1- I'm tired a lot.
When I fly to another time zone I am tired from the flight, then I'm tired from the jet lag, and when I finally do begin to adjust to the different time zone i fly back home and have to readjust all over again. I'm also finding that as I get older my body doesn't adapt as quickly anymore to these sudden changes, so it is taking me a good 7-10 days to feel normal again. Since I'm traveling around every 6 weeks it feels like I am now tired almost a third of the time.
DW and I love to travel, although with MIL's death last December and FIL's declining health, our travel opportunities, even being early retirees, have been significantly curtailed.
However, a "trick" I learned during our international travels, especially with a 26+ hours travel from Hawaii to Italy and back 2 to 3 times a year, is to take Melatonin for 3 straight days before my flight...and take them when it would be bedtime at my destination. So with HI and Italy being 12 hours apart, I would take melatonin for three days before my flight at 1000 hours (10:00 AM). I find traveling east makes jetlag more of an issue...but on my last flight from HI to Italy, I flew in on Saturday morning, and by Monday morning, we were jetting off to Amsterdam with no jetlag issues. This trick works for me...worth a try if you suffer from jetlag.
The downside is that I can only hold mail for one month. I have two kids nearby so each month, one kid will pick up my mail.
I made friends with my mailman and he can hold my mail for longer than 1 month...just another way to go about it.
Our long-trip threshold is three weeks. By then we are ready to go home. At the halfway point of a longer trip we schedule a down day with little or nothing scheduled. A good time to relax and recharge.
Re getting sick it happens. We carry generic Imodium, generic Sudafed, and ibuprofen plus azithromycin or some other 3-day antibiotic blast for the occasional gastric excitement. The latter requires a prescription and your doc can tell you about options there, but I'm sure he/she will give you the scrip.
DW and I feel the same way about length of travel...3-4 weeks at a destination would be about what we prefer and by then we are ready to head back home. Being a home gardener, I always "worry" about my plants.
We also include Imodium, Sudafed, Nyquil and Tylenol in our packing list...not so much antibiotics, although prior to a trip to the Philippines and Singapore recently, we were actually referred by our Primary Care Provider to a Travel Clinic and the doctor there reviewed our shots to make sure we have the adequate immunizations for our destinations and prescribed certain medications that we took with us (mainly for addressing traveler's diarrhea and such).
On our last two tours, one to the East Coast, and the other to the Canadian Rockies, we went with Tauck. They are more laid back, dining is choice of menus, hotels are Fairmont or equivalent.
Yes, they are more expensive, but you get what you pay for. Since we are cutting back on traveling, we can take fewer more expensive trips and stay within our travel budget.
DW and I normally prefer not traveling with a group, although for a trip with multiple flights and destinations/countries, we are considering an outfit like Tauck. I've heard some good and bad things about them, so the research continues. I will look at Tauck for a trip we are planning to Machu Picchu and the Galapagos.
Although we can afford it, we have yet to travel in style by splurging for business or first class for those long international flights, or even from here in HI to the mainland USA...guess old habits (that allowed us to RE) die hard.
I have to share an anecdote I heard from a fellow traveler while we were in Europe. He said "Europeans think 100 miles is far, while Americans think 100 years is long"...pretty much sums things up.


Which lines in the records below contain the word "JSON"? Report each of them.

---------------

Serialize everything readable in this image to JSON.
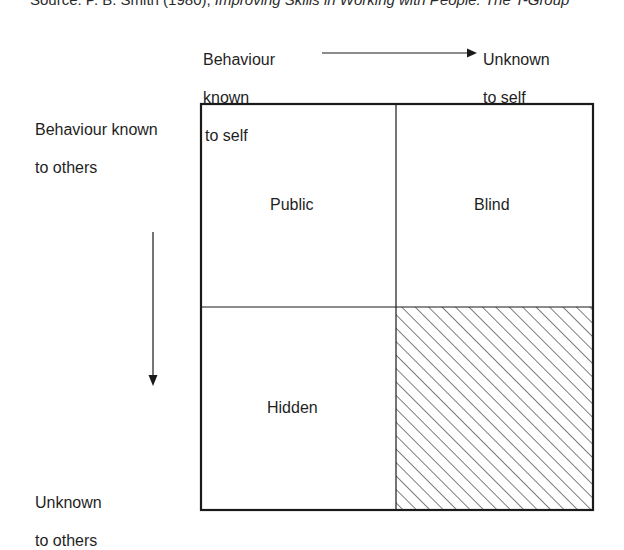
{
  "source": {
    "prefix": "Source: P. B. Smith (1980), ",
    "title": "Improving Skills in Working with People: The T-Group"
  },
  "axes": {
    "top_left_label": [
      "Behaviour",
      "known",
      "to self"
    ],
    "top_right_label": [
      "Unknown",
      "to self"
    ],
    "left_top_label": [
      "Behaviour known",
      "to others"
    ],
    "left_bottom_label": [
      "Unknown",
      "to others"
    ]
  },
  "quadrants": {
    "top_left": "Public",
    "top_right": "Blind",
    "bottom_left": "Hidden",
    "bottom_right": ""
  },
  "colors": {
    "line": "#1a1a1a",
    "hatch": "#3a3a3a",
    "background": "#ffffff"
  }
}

---------------

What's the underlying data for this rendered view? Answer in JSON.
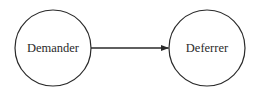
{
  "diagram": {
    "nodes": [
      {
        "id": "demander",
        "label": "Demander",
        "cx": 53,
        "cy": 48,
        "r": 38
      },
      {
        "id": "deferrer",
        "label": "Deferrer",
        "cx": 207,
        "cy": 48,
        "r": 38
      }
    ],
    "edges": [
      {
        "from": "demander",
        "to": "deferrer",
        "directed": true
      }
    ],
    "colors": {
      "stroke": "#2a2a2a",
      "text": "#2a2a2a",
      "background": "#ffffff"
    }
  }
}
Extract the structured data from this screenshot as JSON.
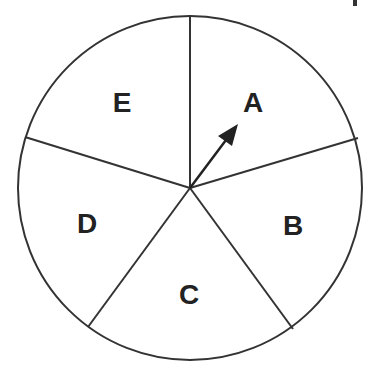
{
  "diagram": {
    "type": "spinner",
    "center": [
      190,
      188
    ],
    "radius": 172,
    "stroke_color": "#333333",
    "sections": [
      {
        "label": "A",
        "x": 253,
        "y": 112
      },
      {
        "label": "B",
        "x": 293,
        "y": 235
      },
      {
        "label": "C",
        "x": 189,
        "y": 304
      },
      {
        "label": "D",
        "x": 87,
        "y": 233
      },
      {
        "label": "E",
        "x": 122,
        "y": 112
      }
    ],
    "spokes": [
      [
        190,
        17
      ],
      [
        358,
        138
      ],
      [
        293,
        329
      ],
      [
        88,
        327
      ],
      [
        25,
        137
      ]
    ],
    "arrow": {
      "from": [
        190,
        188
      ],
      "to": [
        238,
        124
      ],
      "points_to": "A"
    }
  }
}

---------------

Completed exercise ::
Serialize everything readable in this image to JSON.
What's the underlying data for this rendered view? Answer in JSON.
Extract the structured data from this screenshot as JSON.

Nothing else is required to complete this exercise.